Amia Srinivasan is an epistemologist at All Souls and UCL, is not the usual analytic philosopher. She works with the typical rigour and in the same mode, but with an eye towards questions often thought in the remit of the ‘Continental’ philosophical tradition. She has clarified the debate over whether any mental states are ‘luminous’ and has also written about ideology and the ineffable. She is currently working on a book examining what she calls ‘genealogical anxiety’, a kind of doubt provoked by the historical and cultural contingency of many of our philosophical beliefs.
Her interviewer asks, Why is philosophy so hard?

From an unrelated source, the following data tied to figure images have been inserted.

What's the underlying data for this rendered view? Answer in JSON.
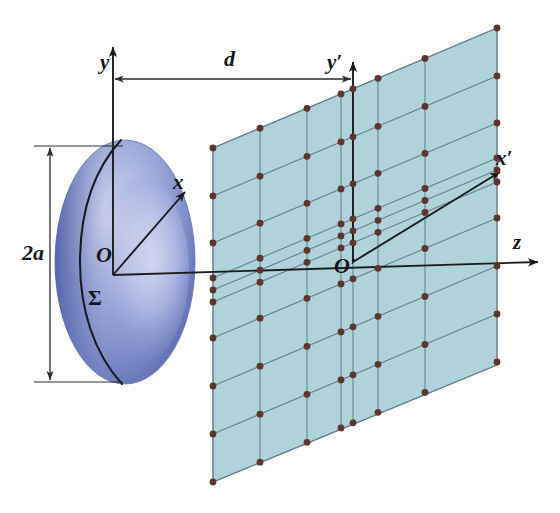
{
  "figure": {
    "background_color": "#fdfdfd"
  },
  "colors": {
    "plane_fill": "#a9ced6",
    "plane_edge": "#5f7f8a",
    "grid_line": "#6e8d96",
    "dot": "#5e3330",
    "axis": "#1b1c20",
    "sphere_dark": "#5c6cae",
    "sphere_mid": "#8e9ad2",
    "sphere_light": "#d6dcf0",
    "sphere_rim": "#4a5aa0",
    "label": "#15161a",
    "dimension_line": "#2a2c31"
  },
  "labels": {
    "y_axis": "y",
    "y_prime_axis": "y′",
    "x_axis": "x",
    "x_prime_axis": "x′",
    "z_axis": "z",
    "origin": "O",
    "origin_prime": "O′",
    "sphere_surface": "Σ",
    "diameter": "2a",
    "distance": "d"
  },
  "geometry": {
    "sphere": {
      "center_x": 125,
      "center_y": 262,
      "radius_x": 70,
      "radius_y": 122,
      "label_O_x": 104,
      "label_O_y": 252,
      "label_sigma_x": 97,
      "label_sigma_y": 296
    },
    "origin": {
      "x": 113,
      "y": 275
    },
    "origin_prime": {
      "x": 353,
      "y": 262
    },
    "plane": {
      "left_x": 213,
      "right_x": 497,
      "top_left_y": 148,
      "top_right_y": 28,
      "bottom_left_y": 482,
      "bottom_right_y": 365,
      "columns": 7,
      "rows": 8,
      "dot_radius": 3.4
    },
    "dimension_2a": {
      "x": 50,
      "top_y": 146,
      "bottom_y": 382,
      "tick_left": 34,
      "tick_right": 120
    },
    "dimension_d": {
      "y": 79,
      "left_x": 113,
      "right_x": 353
    }
  },
  "label_positions": {
    "y": {
      "x": 100,
      "y": 52,
      "size": 21
    },
    "y_prime": {
      "x": 327,
      "y": 52,
      "size": 21
    },
    "x": {
      "x": 173,
      "y": 172,
      "size": 21
    },
    "x_prime": {
      "x": 496,
      "y": 148,
      "size": 21
    },
    "z": {
      "x": 513,
      "y": 232,
      "size": 21
    },
    "O": {
      "x": 96,
      "y": 244,
      "size": 22
    },
    "O_prime": {
      "x": 334,
      "y": 255,
      "size": 22
    },
    "sigma": {
      "x": 88,
      "y": 288,
      "size": 21
    },
    "two_a": {
      "x": 22,
      "y": 242,
      "size": 22
    },
    "d": {
      "x": 224,
      "y": 48,
      "size": 22
    }
  },
  "chart_data": {
    "type": "diagram",
    "annotations": [
      "y",
      "d",
      "y′",
      "x",
      "x′",
      "z",
      "O",
      "O′",
      "Σ",
      "2a"
    ],
    "grid_columns": 7,
    "grid_rows": 8
  }
}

Luckily, Srinivasan takes the question seriously:
‘This is not a standard view by any means’, she tells me, ‘but I think philosophy presupposes the ability to do something that’s actually not possible for us to do’. This, she says, is to stand outside the relationship between ourselves and the world. We want to be able to understand the world from something like an objective point of view, to think about it with maximal detachment. ‘But unfortunately’, she continues, ‘we are a mind in the world, and not just in the world generally, but a very specific world, a particular world for each person. And so we have this regulative aspiration, but that’s at best a regulative ideal, not one that we can actually achieve, and I think that’s part of the pain: it’s the pain of wanting to transcend and being thrown back on our localness and finitude.’
The first rule of philosophy is that no one shall ever be proven wrong, at least in his or her own mind. And that is a very difficult society to maintain.